Dear Reader,
Since publishing our debut issue in June, the dust has settled and we’ve enjoyed the opportunity to assess the direction of Contra Viento and further establish our project. Some updates: we hired the incredible Claire Meuschke as poetry editor, whose three poems you can find in Issue One; we hunted for grants and welcomed several generous donations (if you’d like to add your name to that list, our Donate page is here); and we introduced Open Range, our home for more frequent postings from rangelands and across the American West.
As always, we are committed to exploring the complex substance of rangelands — those massive yet marginal spaces — and showcasing the work which emerges therein. We remain fascinated by how people fashion livelihoods in concert with these landscapes. And we continue to be delighted by the wide range of art and writing that surprises, dissects, reframes, and undermines.
Our second issue has an unintended focus on the desert: or, more specifically, the lens through which we understand the desert as such. You’ll find a terrific analysis of sand qua glass in Samuel Rafael Barber’s breathless short story. You’ll feel the selfsame sand shift beneath your feet while watching Ben Bigelow’s speculative virtual-reality film, The Desert; or while following the mirage-spawned whale in Kim Parko’s prose; or while attempting to reconfigure Paul Henderson’s subtractive collages; or while gasping through Brandon Shimoda’s poems, four of which are titled, again, THE DESERT.
Elsewhere, we have poetry from the US-Mexico border and El Salvador; intimate essays on silence in Wyoming and dairies in South Dakota; fiction about sage grouse, oil, and jailbreak; sculptures of decay, vivid photographs of California’s Cuyama Valley, and a revealing interview about image-making in the rural West.
Thanks for journeying with us. We hope you enjoy!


TASK OBJECTIVE:
Will you transcribe all the entries word for word, skipping the pictures they hold?

(MATERIAL SUPPLIED begins)

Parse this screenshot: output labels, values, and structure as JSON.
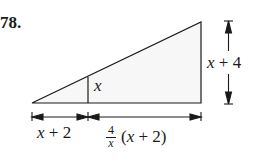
{
  "problem_number": "78.",
  "labels": {
    "inner_height": "x",
    "outer_height_var": "x",
    "outer_height_rest": "+ 4",
    "left_base_var": "x",
    "left_base_rest": "+ 2",
    "frac_num": "4",
    "frac_den": "x",
    "right_base_paren_open": "(",
    "right_base_var": "x",
    "right_base_rest": "+ 2)"
  },
  "colors": {
    "line": "#1a1a1a",
    "fill": "#f4f4f4"
  }
}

(MATERIAL SUPPLIED ends)

RESULT BELOW:
Parse this screenshot: output labels, values, and structure as JSON.
{
  "problem_number": "78.",
  "labels": {
    "inner_height": "x",
    "outer_height_var": "x",
    "outer_height_rest": "+ 4",
    "left_base_var": "x",
    "left_base_rest": "+ 2",
    "frac_num": "4",
    "frac_den": "x",
    "right_base_paren_open": "(",
    "right_base_var": "x",
    "right_base_rest": "+ 2)"
  },
  "colors": {
    "line": "#1a1a1a",
    "fill": "#f4f4f4"
  }
}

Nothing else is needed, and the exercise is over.